The 702-page document showcases the misdeeds of the CIA at a time when its chicanery was particularly egregious: the 1950s to 1973. Skeletons now out of the closet include the confinement of a Russian defector, wiretappings, break-ins, civilian drug testing, surveillance of a Washington Post reporter, mail tampering, and forged documents. The report was compiled in '73, when the director of Central Intelligence sat down with sweaty palmed employees and asked them to report anything they thought was inconsistent with the Agency's charter.
It's almost better than the classic "Cranks, Nuts, and Screwballs," which suggests tactics in dealing with people who call as volunteer hypnotists or to offer help disposing of bodies in home meat grinders.
A closer glimpse at one of the many dramas in the "Family Jewels" after the jump ...
• 1960: CIA plot hatched to assassinate Fidel Castro, "requiring gangster type action." Mob contacts are developed by two top CIA officials, the director of Plans, and the Office of Security, and knowledge of the plot was limited to a handful of people. The plan was to use mob boss Sam Giancana's contacts in Cuba to reach out to disaffected Cubans with access to Castro, who would then place slow-acting poison pills in Castro's food. The plot originated at CIA and used a former FBI agent with mob contacts claiming to be acting on behalf of "International business firms suffering heavy financial losses." Mob contact Johnny Roselli was at first leery of the plot and later suspected he might be working with the CIA.
• First reported by Jack Anderson in 1971, Giancana suggested the use of poison pills instead of guns.
• Two Cuban contacts with access to Castro tried, on several occasions, to plant the poison pills but failed. The first potential assassin, Juan Orta, was replaced after he got "cold feet." After the Bay of Pigs, the project was canceled, and the pills were returned to the CIA's possession.
• At the height of negotiations, Giancana wanted the CIA to wiretap the Las Vegas hotel room of his girlfriend, actress Phyllis McGuire, as he suspected she was having an affair with a costar. The CIA tech assigned to plant the wiretap was caught in the act and arrested by a Las Vegas sheriff. Robert Kennedy was briefed on the situation, and he ordered the prosecution dropped.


▶ _EXERCISE DESCRIPTION_
Your task is to copy every line of the entries that holds the word "horizontal".

▶ _SUPPLIED RECORDS_
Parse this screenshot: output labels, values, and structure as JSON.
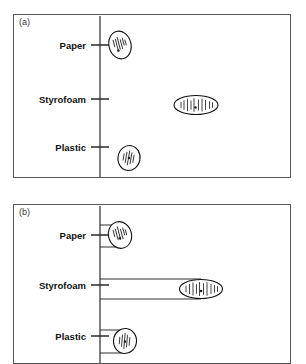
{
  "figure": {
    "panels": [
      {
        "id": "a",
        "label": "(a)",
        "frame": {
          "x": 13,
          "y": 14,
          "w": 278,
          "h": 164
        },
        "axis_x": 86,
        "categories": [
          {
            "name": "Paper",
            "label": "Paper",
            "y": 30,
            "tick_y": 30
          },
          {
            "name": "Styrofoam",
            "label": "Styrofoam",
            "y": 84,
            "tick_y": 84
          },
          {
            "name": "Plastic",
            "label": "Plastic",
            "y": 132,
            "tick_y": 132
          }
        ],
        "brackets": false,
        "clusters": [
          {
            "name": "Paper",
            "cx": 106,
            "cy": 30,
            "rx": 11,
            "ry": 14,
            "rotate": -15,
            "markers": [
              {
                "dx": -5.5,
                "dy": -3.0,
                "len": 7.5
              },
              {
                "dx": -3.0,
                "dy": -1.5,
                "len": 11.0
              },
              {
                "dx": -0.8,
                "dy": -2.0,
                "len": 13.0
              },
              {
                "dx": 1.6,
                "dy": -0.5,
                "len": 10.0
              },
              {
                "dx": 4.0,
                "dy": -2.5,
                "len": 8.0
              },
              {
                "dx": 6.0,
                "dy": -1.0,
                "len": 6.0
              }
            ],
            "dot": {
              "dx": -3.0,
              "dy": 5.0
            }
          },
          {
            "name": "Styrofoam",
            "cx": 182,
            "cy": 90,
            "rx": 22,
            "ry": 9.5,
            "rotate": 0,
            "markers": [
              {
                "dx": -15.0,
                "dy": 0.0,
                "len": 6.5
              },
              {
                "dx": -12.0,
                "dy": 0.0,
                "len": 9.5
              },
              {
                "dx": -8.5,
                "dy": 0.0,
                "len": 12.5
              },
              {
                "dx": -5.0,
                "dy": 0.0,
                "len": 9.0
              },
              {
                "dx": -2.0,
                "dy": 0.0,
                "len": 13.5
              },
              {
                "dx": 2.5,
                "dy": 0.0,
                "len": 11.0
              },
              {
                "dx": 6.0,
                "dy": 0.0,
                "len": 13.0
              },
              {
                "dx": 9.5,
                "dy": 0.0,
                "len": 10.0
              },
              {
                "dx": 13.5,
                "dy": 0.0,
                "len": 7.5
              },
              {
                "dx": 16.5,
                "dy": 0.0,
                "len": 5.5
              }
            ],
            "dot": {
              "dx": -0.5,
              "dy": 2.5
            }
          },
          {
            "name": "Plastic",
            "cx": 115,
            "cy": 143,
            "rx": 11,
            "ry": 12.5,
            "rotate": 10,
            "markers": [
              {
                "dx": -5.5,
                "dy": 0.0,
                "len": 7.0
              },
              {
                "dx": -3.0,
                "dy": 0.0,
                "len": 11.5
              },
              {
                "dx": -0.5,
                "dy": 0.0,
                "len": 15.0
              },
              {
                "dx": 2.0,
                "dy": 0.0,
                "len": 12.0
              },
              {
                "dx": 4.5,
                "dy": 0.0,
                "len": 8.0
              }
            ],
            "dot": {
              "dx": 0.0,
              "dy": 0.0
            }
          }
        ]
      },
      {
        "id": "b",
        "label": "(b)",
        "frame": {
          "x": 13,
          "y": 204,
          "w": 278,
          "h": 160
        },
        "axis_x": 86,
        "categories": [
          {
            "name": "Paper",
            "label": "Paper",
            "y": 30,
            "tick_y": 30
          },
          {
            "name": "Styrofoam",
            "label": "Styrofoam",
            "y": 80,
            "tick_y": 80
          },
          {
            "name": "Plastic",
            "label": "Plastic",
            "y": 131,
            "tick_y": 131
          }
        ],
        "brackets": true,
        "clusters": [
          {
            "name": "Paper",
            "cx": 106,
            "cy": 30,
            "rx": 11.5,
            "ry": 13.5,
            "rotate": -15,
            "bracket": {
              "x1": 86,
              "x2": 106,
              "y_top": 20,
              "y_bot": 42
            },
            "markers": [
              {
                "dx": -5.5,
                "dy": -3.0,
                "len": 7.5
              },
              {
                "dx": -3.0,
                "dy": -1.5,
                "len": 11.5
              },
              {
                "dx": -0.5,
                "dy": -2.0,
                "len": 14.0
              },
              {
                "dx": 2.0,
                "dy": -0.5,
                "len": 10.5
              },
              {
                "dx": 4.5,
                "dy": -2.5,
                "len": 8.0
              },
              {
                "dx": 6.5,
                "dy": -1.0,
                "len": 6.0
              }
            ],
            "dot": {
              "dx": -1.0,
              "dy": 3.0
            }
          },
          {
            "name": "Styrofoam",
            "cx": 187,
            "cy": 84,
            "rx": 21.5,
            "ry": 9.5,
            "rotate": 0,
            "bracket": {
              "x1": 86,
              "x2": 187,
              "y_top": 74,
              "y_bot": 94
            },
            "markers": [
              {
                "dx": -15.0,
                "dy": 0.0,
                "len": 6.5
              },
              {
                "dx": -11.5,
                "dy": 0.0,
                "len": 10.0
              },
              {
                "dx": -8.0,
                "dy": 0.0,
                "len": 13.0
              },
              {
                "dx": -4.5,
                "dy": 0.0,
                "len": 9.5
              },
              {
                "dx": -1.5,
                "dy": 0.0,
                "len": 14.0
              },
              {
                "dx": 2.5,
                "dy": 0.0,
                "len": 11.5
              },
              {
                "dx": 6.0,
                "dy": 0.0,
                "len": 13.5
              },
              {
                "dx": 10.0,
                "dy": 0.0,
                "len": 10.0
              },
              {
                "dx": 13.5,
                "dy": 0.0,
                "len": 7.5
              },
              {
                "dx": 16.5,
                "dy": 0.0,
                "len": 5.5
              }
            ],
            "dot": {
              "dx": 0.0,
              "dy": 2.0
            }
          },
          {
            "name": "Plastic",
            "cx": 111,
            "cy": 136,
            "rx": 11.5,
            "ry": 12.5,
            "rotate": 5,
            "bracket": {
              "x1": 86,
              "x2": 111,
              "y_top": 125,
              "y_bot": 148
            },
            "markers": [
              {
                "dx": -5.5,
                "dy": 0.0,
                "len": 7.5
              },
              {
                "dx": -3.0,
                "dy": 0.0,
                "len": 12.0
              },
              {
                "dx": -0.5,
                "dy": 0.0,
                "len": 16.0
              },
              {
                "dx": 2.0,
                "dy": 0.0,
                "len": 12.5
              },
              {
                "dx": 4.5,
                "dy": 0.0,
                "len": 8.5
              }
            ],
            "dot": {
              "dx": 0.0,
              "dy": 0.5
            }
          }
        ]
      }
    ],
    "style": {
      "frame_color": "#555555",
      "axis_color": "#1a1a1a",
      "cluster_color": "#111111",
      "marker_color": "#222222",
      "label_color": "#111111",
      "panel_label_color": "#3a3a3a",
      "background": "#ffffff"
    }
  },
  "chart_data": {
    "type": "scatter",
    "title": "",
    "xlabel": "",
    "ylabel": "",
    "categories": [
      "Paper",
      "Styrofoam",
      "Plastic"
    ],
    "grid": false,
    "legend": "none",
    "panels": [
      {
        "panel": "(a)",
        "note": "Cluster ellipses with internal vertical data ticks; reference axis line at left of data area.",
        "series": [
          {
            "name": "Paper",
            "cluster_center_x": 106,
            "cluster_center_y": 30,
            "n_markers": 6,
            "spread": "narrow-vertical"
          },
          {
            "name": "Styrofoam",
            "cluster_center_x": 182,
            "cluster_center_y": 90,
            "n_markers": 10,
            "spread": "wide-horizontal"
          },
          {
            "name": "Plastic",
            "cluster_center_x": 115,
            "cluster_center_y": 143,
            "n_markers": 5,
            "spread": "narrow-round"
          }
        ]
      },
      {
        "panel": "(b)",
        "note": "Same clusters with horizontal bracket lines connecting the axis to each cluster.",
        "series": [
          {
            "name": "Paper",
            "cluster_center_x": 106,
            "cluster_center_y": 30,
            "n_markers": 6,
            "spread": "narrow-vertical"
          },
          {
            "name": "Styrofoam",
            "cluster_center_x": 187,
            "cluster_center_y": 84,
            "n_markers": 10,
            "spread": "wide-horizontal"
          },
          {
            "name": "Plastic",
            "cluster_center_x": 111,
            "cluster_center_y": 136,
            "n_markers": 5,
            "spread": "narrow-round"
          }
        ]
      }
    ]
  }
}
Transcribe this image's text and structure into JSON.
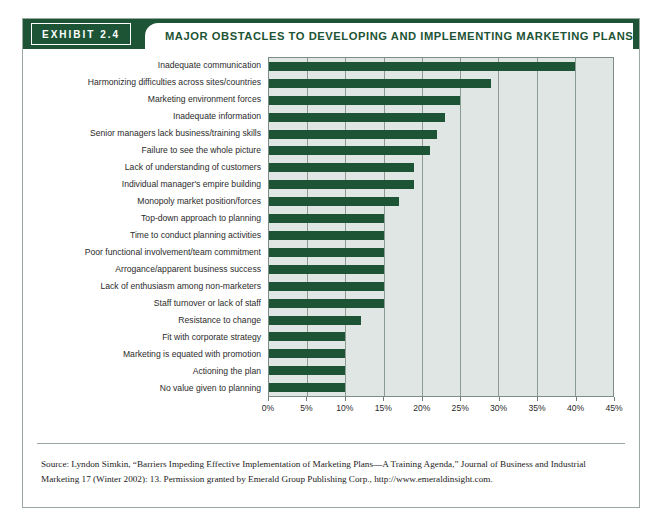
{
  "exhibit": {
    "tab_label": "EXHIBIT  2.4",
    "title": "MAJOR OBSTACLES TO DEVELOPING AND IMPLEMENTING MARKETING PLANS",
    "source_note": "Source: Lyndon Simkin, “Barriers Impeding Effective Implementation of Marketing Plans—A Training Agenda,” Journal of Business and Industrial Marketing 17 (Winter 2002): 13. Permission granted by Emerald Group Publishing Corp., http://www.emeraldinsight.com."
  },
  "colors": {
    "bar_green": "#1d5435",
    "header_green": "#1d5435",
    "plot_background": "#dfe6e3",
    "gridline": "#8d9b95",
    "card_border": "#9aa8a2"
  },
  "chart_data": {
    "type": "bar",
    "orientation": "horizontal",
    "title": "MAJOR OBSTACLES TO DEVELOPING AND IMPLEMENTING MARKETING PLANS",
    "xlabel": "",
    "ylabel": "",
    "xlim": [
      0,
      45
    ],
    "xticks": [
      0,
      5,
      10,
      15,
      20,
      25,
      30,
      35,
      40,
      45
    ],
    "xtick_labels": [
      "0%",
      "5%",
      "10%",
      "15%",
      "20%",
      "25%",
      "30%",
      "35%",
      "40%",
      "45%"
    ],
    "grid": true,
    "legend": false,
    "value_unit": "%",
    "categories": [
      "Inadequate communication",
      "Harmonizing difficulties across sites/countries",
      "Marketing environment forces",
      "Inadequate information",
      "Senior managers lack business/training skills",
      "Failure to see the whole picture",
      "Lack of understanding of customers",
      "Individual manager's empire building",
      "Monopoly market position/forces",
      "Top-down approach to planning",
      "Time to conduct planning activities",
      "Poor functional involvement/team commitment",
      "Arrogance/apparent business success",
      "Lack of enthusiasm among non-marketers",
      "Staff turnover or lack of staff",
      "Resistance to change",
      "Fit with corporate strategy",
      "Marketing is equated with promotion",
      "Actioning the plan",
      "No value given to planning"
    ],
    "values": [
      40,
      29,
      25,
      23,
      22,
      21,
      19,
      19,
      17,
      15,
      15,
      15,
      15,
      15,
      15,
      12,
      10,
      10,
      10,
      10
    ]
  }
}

▶ _ANSWER TO THE PROBLEM_
            "spread": "wide-horizontal"
        "note": "Same clusters with horizontal bracket lines connecting the axis to each cluster.",
            "spread": "wide-horizontal"
    "orientation": "horizontal",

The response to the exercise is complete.